Fuck waiting. Simon stands and gathers his things and goes to put them on the hood of the car. 

"Where are you-?" Ava scrambles to follow, she clicks her tongue, "I can unlock the car, you know."

He pays her no mind. There's the sound of shuffling, a car door opening, then closing moments later, Ava jogging to catch up to him as he approaches the entrance to the garden. 

In an ideal world, Simon would be able to name every plant he sees with ease as he steps into the garden. No such luck in this word, his botanical knowledge spanning mostly the complex lives of aspen trees, the habits and needs of potatoes, leeks, and radishes. Fenced off, bright and tall wildflowers reach for the sky, pink, purple and orange petals nested tightly together around a yellow stamen. 

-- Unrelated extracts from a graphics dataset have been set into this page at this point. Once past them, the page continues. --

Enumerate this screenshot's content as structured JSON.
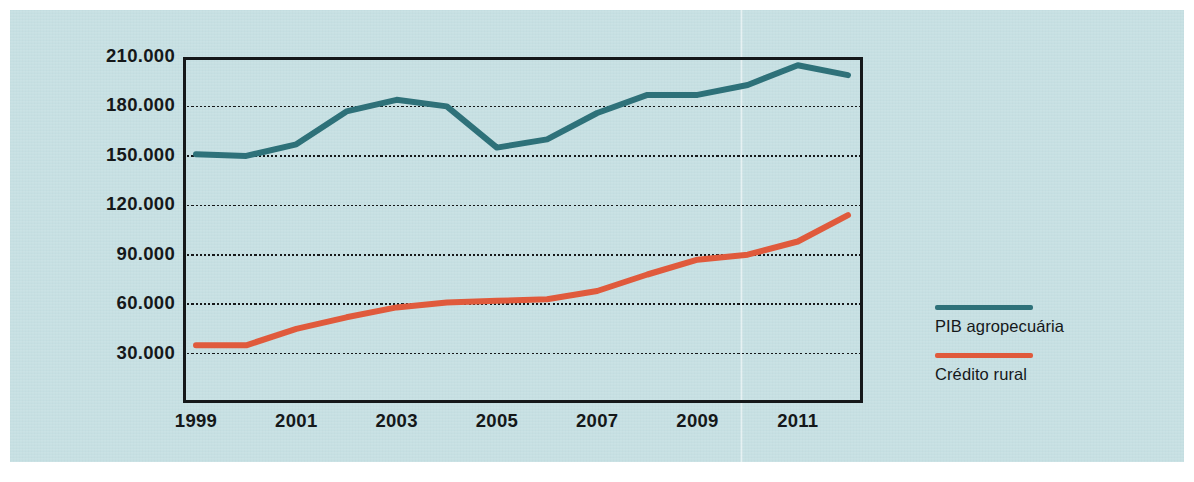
{
  "chart_data": {
    "type": "line",
    "title": "",
    "subtitle": "",
    "xlabel": "",
    "ylabel": "R$ milhões",
    "x": [
      1999,
      2000,
      2001,
      2002,
      2003,
      2004,
      2005,
      2006,
      2007,
      2008,
      2009,
      2010,
      2011,
      2012
    ],
    "xtick_labels": [
      "1999",
      "2001",
      "2003",
      "2005",
      "2007",
      "2009",
      "2011"
    ],
    "xtick_values": [
      1999,
      2001,
      2003,
      2005,
      2007,
      2009,
      2011
    ],
    "ytick_labels": [
      "210.000",
      "180.000",
      "150.000",
      "120.000",
      "90.000",
      "60.000",
      "30.000"
    ],
    "ytick_values": [
      210000,
      180000,
      150000,
      120000,
      90000,
      60000,
      30000
    ],
    "ylim": [
      0,
      210000
    ],
    "xlim": [
      1999,
      2012
    ],
    "grid": "horizontal-dotted",
    "legend_position": "right",
    "series": [
      {
        "name": "PIB agropecuária",
        "color": "#2e7179",
        "values": [
          151000,
          150000,
          157000,
          177000,
          184000,
          180000,
          155000,
          160000,
          176000,
          187000,
          187000,
          193000,
          205000,
          199000
        ]
      },
      {
        "name": "Crédito rural",
        "color": "#e05a3c",
        "values": [
          35000,
          35000,
          45000,
          52000,
          58000,
          61000,
          62000,
          63000,
          68000,
          78000,
          87000,
          90000,
          98000,
          114000
        ]
      }
    ]
  },
  "legend": {
    "items": [
      {
        "label": "PIB agropecuária",
        "color": "#2e7179"
      },
      {
        "label": "Crédito rural",
        "color": "#e05a3c"
      }
    ]
  },
  "colors": {
    "background": "#c5dfe2",
    "axis": "#15181a",
    "grid": "#15181a",
    "series_pib": "#2e7179",
    "series_credito": "#e05a3c"
  }
}
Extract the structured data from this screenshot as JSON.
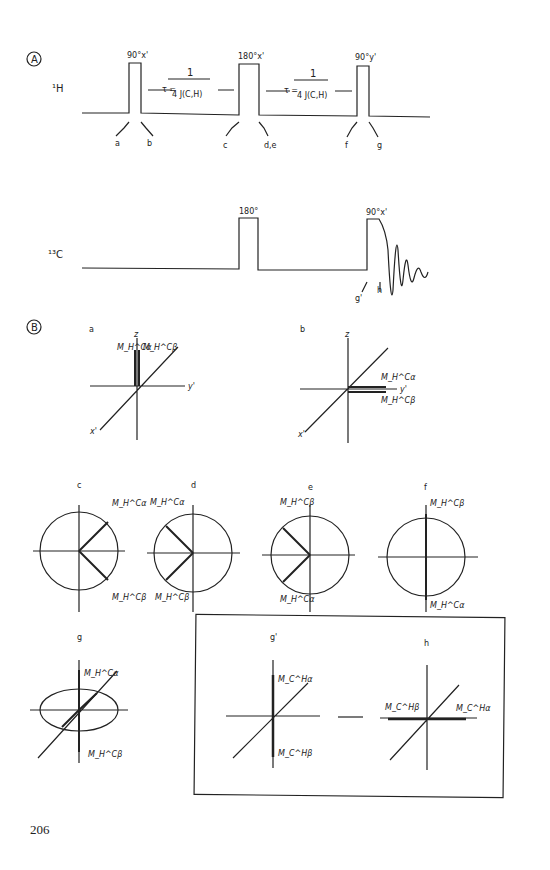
{
  "panel_a": {
    "label": "A",
    "h_channel": "¹H",
    "c_channel": "¹³C",
    "h_pulses": [
      "90°x'",
      "180°x'",
      "90°y'"
    ],
    "c_pulses": [
      "180°",
      "90°x'"
    ],
    "delay_num": "1",
    "delay_lhs": "τ =",
    "delay_den": "4 J(C,H)",
    "time_points_h": [
      "a",
      "b",
      "c",
      "d,e",
      "f",
      "g"
    ],
    "time_points_c": [
      "g'",
      "h"
    ]
  },
  "panel_b": {
    "label": "B",
    "diagrams": [
      "a",
      "b",
      "c",
      "d",
      "e",
      "f",
      "g",
      "g'",
      "h"
    ],
    "axes": {
      "z": "z",
      "x": "x'",
      "y": "y'"
    },
    "vectors": {
      "h_alpha": "M_H^Cα",
      "h_beta": "M_H^Cβ",
      "c_alpha": "M_C^Hα",
      "c_beta": "M_C^Hβ"
    }
  },
  "page_number": "206"
}
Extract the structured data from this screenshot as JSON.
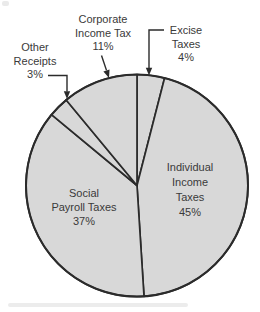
{
  "chart_data": {
    "type": "pie",
    "units": "%",
    "total": 100,
    "start_angle_deg": 0,
    "direction": "clockwise",
    "legend": "none",
    "slices": [
      {
        "id": "excise",
        "label": "Excise Taxes",
        "value": 4,
        "label_lines": [
          "Excise",
          "Taxes",
          "4%"
        ],
        "label_placement": "outside-top-right-elbow-arrow"
      },
      {
        "id": "individual",
        "label": "Individual Income Taxes",
        "value": 45,
        "label_lines": [
          "Individual",
          "Income",
          "Taxes",
          "45%"
        ],
        "label_placement": "inside-right"
      },
      {
        "id": "social",
        "label": "Social Payroll Taxes",
        "value": 37,
        "label_lines": [
          "Social",
          "Payroll Taxes",
          "37%"
        ],
        "label_placement": "inside-left"
      },
      {
        "id": "other",
        "label": "Other Receipts",
        "value": 3,
        "label_lines": [
          "Other",
          "Receipts",
          "3%"
        ],
        "label_placement": "outside-top-left-elbow-arrow"
      },
      {
        "id": "corporate",
        "label": "Corporate Income Tax",
        "value": 11,
        "label_lines": [
          "Corporate",
          "Income Tax",
          "11%"
        ],
        "label_placement": "outside-top-arrow"
      }
    ],
    "style": {
      "pie_fill": "#d8d8d8",
      "line_stroke": "#2b2b2b",
      "text_color": "#3a3a3a",
      "background": "#ffffff"
    }
  }
}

All around them, green. He feels like vomiting. He hasn't seen this much green since he was tiny, it's pure luck that he even has a memory to reference, and even then, it was Mars, where the greens were darker and hardier. These plants look like a soft kick could kill them. He wants to throw himself to the ground and kiss it, he wants to praise the God he wishes was real, not the eye that saw him bare. He wants to sink his teeth into the wildflowers, he wants to lay in the roots of the loblollies. He wishes Wyeth was here to see it. He wishes anyone he liked was here.

"Be right back." Ava grumbles behind him, Simon turns to watch her leave with hustle.

He doesn't understand her, he realizes. Everything they could ever want is right here and she's still finding something to find wrong with it. It's her own problem, he supposes, so long as she doesn't try to pry him from it too soon. He turns to look at a fuzzy, yellow stalk with tiny flowers. Milkweed, it's labeled. It's supposed to be good for the monarch butterflies. Gently, he takes a leaf between his forefinger and thumb, just to feel the wooly texture.

Truth be told, he doesn't know how long he stares. When he can bring himself to turn around again, he's startled to see Ava, knelt on the ground next to his water bottle.

Her brow's furrowed in concentration, maybe concern. One hand holds the clear bottle cap steady with a bit of water. The other's braced on the dirt patch. Peering over her shoulder, Simon spots the object of her worry.

A large paper wasp, fragile wings twitching, drags itself towards the water.

Oh. 

Simon sits in the grass beside her.

Notes:

RIP to the epilogue where ava gets a ticket for driving without a license plate. i couldnt get it to fit while preserving the tone. anyway, you can find me @lastwave on tumblr or @theemptynight on tumblr.